Ever since it began, all the way back in 2007, the BioShock series has cast a long shadow over the gaming landscape. Its innovative mix of in-depth narrative and exhilarating combat, along with some of the most fascinating settings in all of gaming, made it an instant classic.
With the announcement that a new iteration of the series is in the works, let’s take a look at a few features we would love to see in a new BioShock game.
A Fresh Setting
The first two games in the trilogy are set in the sunken city of Rapture. Rapture was once a proud utopian Objectivist state pulled straight from Ayn Rand’s psyche, but during the timeframe that the games are set in, it is now a leaking and nightmarish playground for the monstrous Splicers.
Infinite’s flying city of Columbia was a similarly intriguing setting. It exchanged the Libertarian values of Rapture for a hyper-Capitalist, not to mention uber-racist and ultra-nationalist, take on the turn of the century American values (complete with literal founder worship).
But, fascinating though these settings might be, I think I’ve seen enough of them. Rapture, in particular, seems thoroughly mined, as we even returned there during Infinite’s DLC.
And although Infinite’s cosmology has seemingly painted the series into a certain narrative conceit, (“There’s always a lighthouse. There’s always a man, there’s always a city”), even within the confines of those parameters, there is still plenty of room to explore humanities worst excesses, something BioShock has been doing since the very beginning.
How about an underground Socialist paradise, or a Communist state floating freely in the stars? After all, it’s in the aftermath of grand ideals that these games take place.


_WORK INSTRUCTION_
Report each line of the data that has "United" somewhere in it.

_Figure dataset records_
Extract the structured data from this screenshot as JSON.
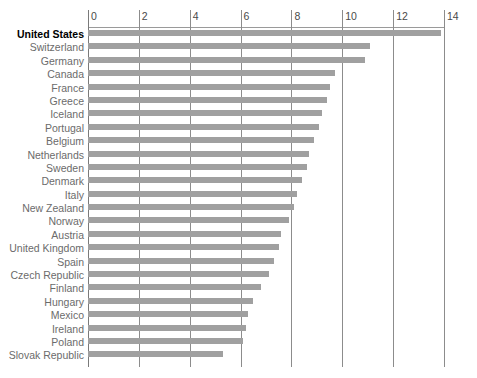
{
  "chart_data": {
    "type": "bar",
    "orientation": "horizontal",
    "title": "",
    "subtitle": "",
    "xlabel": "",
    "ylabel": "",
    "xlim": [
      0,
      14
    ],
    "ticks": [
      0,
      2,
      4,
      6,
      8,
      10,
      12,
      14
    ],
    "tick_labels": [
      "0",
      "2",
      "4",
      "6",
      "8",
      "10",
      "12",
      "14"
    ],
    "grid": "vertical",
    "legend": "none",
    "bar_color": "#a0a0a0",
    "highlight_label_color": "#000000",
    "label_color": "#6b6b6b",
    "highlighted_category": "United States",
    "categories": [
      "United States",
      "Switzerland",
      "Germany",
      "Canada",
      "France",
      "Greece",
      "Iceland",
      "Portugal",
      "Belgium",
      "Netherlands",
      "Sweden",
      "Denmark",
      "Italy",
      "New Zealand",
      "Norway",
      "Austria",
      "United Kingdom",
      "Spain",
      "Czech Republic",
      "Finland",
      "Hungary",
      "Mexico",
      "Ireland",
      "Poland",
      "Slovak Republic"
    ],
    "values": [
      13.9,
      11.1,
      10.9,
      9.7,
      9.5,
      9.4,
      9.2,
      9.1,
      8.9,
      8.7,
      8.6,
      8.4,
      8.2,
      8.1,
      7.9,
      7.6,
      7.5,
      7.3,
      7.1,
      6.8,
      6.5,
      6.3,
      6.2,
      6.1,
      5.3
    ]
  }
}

==

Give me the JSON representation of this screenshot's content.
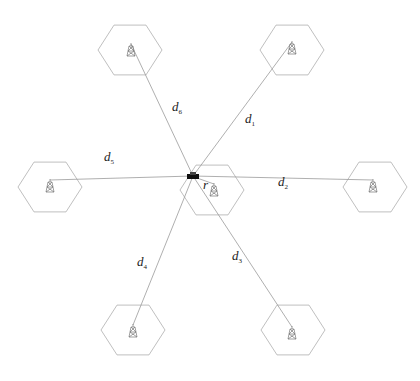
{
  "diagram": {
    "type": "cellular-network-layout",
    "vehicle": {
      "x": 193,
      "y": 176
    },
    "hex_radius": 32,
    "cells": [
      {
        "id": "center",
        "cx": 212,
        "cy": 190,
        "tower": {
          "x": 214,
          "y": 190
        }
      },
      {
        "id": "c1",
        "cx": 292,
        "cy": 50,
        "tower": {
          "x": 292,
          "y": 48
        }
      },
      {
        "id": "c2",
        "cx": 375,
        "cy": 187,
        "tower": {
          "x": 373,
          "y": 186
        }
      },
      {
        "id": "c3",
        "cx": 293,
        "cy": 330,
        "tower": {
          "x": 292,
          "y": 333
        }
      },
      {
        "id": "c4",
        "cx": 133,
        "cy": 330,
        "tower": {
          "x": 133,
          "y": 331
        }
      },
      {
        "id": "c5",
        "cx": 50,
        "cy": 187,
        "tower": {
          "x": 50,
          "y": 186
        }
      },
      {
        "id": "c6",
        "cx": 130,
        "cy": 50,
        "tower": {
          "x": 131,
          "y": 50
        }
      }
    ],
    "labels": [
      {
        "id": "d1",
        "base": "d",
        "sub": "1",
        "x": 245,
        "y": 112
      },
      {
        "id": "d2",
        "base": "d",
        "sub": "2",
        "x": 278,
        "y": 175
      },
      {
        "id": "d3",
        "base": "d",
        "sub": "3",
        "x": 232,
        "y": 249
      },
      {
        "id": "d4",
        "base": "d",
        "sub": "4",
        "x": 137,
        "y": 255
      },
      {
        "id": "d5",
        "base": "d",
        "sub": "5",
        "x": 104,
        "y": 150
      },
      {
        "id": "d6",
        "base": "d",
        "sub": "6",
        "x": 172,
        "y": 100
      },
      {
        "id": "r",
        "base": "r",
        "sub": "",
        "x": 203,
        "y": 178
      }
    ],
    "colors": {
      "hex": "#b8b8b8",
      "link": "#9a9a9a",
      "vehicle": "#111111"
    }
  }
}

_RESULT FOR THIS EXERCISE_
    "highlighted_category": "United States",
      "United States",
      "United Kingdom",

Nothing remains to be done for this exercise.